Just wondering if enough people are here for posts and discussion about what people are creating for their table top games. If you are and want to share a snippet about what you’re working on, that would be great!

  • setsneedtofeed@beehaw.org
    link
    fedilink
    arrow-up
    1
    ·
    edit-2
    1 year ago

    I prefer Oldhammer to modern 40k tonally, so have created shall we think of it as a fork from the 40k universe. The conceit is a sector that has been cut off from the outside galaxy by constant almost nearly impenetrable warp storms for the last several thousand years.

    Within this bubble my personal Space Marine and Imperial Guard forces exist, as do Ork forces run by a friend. They have history and fluff. I make fluff for the planets and major figures in this sector, creating a personal canon with 40k’s canon being a foundation that I feel comfortable being loose with.

    So far most actual gaming has been done with the OnePageRules systems, though I am trying to drum up interest in playing 2e or 3e games for novelty.

    • Mot@beehaw.orgOP
      link
      fedilink
      arrow-up
      0
      ·
      1 year ago

      The lore around 40k is interesting but I’m not a huge fan of grimdark. My settings and stories are on the noble side (though they can be rather dark, and I’ve inflicted sanity damage on players before.) What would you say is the difference between modern and oldhammer that draws you to the older tone?

      • setsneedtofeed@beehaw.org
        link
        fedilink
        arrow-up
        4
        ·
        edit-2
        1 year ago

        Oh I like the dark. The darkness is very important for 40k.

        A massive difference between old and current 40k is the amount of mystery and vagueness that existed in Oldhammer. The Primarchs were dead and gone. Everything about the Emperor was a question mark. There were only the smallest snippets of fluff about the Horus Heresy.

        It created a particular tone about a universe where the glory of the past was long ago and never coming back. The current universe was sinking stagnation and fighting an eternal fight after humanity had already gotten to the “bad ending”.

        Modern 40k has had the Horus Heresy novels, which replace the classy vagueness and mystery with detailed play by plays. Perhaps characters inside the universe don’t know about the details, but we as the audience do, and that changes the entire tone. Rather than Primarchs, the Emperor, and the Heresy having tantalizing rare clues scattered in the lore, you have thousands of detailed pages to explain them all.

        Now with Guilliman back, the stagnation is gone and the door to flooding the setting back with Primarchs is open. Every single Little Timmy is screaming that they want their favorite primarch to show up. The setting has this distinctly power rangers and plot moving forward kind of vibe, which is completely opposite to the stagnation of eternal war.

        • Mot@beehaw.orgOP
          link
          fedilink
          arrow-up
          3
          ·
          1 year ago

          That makes sense. An unwinnable war at the end of civilization is much more grimdark than having these big players moving and shaking things up.

          Not for me personally, though I have wanted to do an end of the world tour as presented in Ryuutama as a black dragon campaign. The sort of thing where you can’t change fate, but you can scrabble together to see the ruins of the past and see how people have cobbled together something resembling a life even as the crops fail, the air and water stagnates, and the light of the sun dims.

        • Pleb@feddit.de
          link
          fedilink
          arrow-up
          2
          ·
          1 year ago

          I’m more a fan of what is usually described as middlehammer with 4th Edition where I got my start and maybe some 5th Edition. It used to be just fluff and background in a setting for your dudes. But nerds today need to have ‘lore’ for everything and it needs to explain all the things in excruciating detail.

          Things used to be so much better with the old stuff.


• **Your objective**:
Search the entries below for the word "Image" and copy every line where it appears.

• **Record extracts**:
______________________________

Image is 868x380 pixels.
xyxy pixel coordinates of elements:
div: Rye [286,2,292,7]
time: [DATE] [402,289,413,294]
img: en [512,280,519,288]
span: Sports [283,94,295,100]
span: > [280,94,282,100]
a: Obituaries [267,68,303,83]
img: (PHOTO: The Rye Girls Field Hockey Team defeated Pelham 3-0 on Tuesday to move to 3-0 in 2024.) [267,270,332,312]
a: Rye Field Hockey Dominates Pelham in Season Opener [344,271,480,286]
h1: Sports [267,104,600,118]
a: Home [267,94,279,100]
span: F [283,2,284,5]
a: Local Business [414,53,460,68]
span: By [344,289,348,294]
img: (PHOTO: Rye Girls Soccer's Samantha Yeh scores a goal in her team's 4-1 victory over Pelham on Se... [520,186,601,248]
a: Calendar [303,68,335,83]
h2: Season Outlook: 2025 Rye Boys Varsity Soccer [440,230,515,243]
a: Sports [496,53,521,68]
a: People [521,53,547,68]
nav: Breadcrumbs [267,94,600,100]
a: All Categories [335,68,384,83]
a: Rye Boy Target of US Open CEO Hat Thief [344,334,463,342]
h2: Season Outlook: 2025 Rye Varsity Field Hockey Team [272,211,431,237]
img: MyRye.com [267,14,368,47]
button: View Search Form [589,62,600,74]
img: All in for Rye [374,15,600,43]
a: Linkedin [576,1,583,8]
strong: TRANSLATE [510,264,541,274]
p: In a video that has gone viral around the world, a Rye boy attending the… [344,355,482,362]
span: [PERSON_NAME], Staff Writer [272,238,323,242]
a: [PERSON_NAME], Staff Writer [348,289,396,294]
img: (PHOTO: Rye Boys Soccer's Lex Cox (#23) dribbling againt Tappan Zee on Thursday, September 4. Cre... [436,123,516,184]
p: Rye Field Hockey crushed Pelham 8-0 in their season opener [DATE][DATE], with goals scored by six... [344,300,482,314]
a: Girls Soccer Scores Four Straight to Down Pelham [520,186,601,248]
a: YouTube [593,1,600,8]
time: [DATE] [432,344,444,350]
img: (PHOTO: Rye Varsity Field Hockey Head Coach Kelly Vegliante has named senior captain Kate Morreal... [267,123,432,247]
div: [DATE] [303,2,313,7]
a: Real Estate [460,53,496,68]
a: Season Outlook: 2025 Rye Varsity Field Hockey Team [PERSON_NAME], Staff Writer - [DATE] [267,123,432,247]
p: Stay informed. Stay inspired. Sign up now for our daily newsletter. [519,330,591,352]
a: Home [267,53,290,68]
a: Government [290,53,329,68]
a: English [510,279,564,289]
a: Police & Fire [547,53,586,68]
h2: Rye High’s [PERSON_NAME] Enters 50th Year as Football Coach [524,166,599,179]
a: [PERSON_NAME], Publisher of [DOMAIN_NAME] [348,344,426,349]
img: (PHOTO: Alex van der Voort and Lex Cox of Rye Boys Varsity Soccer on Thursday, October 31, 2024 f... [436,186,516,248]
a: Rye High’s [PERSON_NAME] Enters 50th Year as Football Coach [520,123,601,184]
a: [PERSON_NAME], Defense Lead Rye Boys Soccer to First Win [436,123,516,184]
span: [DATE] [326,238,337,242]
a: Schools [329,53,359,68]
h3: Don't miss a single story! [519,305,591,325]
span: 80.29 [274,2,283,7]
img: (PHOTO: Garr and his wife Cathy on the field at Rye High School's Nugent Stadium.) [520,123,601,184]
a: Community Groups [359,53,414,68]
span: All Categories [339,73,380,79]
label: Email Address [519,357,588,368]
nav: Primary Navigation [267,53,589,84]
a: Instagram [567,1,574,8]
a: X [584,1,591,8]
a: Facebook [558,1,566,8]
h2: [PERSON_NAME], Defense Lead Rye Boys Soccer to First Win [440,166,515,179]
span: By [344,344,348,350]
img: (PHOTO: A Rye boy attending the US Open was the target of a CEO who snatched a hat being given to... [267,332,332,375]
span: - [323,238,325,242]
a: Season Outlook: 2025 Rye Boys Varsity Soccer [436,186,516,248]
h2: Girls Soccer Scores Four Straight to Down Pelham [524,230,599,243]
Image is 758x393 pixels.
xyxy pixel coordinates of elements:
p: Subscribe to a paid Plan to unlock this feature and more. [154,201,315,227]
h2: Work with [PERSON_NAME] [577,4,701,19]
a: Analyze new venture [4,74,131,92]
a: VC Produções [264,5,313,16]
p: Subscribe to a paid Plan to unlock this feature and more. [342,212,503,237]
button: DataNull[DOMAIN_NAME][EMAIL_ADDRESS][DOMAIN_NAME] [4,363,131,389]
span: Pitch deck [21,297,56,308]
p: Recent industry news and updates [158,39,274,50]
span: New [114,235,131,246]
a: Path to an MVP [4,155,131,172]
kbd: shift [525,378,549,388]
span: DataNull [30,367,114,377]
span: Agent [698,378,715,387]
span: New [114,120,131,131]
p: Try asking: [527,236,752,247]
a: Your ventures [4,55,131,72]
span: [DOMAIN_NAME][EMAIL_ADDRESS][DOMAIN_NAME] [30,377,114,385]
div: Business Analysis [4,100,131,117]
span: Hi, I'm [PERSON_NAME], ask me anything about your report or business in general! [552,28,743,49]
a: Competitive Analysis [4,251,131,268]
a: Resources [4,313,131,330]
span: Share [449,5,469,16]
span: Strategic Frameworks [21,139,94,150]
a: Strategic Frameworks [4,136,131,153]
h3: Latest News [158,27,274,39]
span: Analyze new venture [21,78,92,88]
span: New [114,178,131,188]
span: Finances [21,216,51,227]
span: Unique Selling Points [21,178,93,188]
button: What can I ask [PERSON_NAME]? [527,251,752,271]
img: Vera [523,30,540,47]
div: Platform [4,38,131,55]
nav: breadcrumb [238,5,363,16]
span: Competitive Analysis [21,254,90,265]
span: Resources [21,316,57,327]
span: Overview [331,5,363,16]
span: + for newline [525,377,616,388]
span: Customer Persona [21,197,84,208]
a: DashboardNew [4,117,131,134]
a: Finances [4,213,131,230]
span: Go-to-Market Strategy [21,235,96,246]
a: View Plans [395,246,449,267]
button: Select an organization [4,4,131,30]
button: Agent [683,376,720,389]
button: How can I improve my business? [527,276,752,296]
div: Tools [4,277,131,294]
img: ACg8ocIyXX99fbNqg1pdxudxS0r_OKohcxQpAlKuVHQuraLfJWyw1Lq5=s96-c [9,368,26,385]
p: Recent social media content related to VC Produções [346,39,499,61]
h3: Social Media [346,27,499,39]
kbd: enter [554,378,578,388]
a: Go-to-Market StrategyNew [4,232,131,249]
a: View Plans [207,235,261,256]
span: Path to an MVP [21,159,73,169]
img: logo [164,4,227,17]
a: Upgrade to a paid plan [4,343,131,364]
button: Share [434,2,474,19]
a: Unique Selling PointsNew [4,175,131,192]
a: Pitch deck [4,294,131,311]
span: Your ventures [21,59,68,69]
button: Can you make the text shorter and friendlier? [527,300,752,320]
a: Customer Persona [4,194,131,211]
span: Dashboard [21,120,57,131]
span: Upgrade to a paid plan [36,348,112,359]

______________________________

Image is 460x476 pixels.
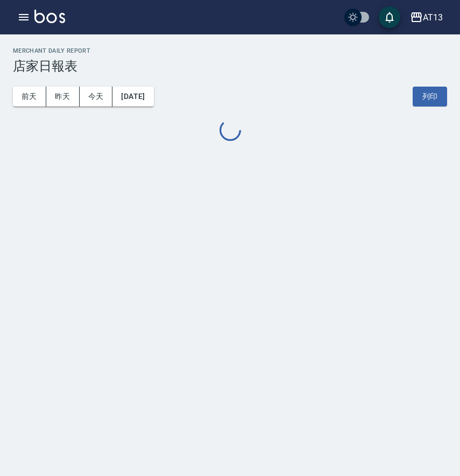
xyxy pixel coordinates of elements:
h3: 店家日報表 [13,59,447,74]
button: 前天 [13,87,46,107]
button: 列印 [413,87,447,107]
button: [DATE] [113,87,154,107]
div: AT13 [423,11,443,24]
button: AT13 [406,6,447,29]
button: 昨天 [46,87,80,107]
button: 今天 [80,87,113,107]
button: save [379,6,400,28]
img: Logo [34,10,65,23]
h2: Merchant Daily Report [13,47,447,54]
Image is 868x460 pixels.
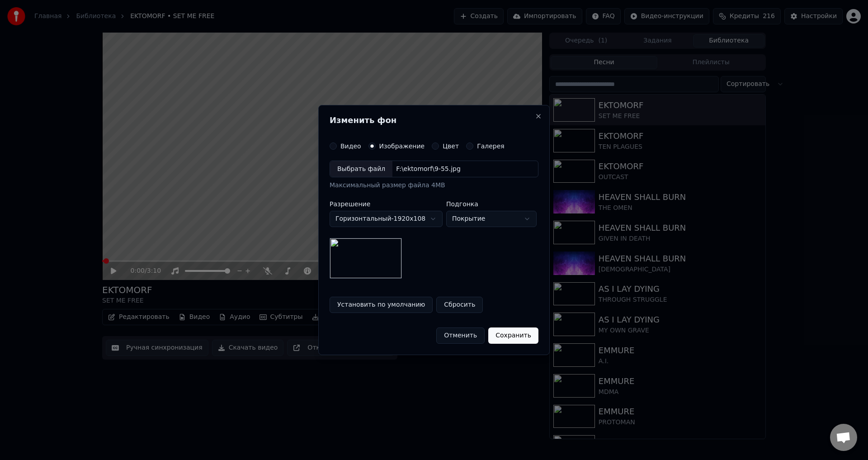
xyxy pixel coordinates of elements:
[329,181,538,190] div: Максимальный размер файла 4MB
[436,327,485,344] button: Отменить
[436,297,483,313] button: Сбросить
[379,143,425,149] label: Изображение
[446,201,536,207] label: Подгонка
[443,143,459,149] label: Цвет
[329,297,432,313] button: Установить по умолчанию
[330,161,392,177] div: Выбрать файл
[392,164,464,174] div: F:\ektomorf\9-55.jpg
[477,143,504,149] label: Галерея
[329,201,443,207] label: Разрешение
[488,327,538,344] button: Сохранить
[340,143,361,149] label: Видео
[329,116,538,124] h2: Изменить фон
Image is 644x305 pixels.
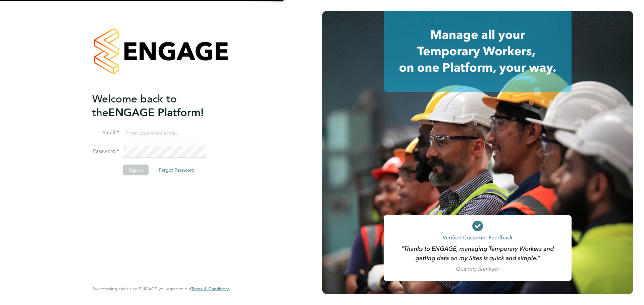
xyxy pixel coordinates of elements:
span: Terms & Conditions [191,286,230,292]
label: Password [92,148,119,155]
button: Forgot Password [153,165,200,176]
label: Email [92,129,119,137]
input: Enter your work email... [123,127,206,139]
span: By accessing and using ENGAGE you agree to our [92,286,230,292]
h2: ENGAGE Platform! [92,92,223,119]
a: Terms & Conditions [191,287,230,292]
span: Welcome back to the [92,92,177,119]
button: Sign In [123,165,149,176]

______________________________

• **Answer below**:
Image is 868x380 pixels.
Image is 758x393 pixels.
Image is 460x476 pixels.
Image is 868x460 pixels.
Image is 644x305 pixels.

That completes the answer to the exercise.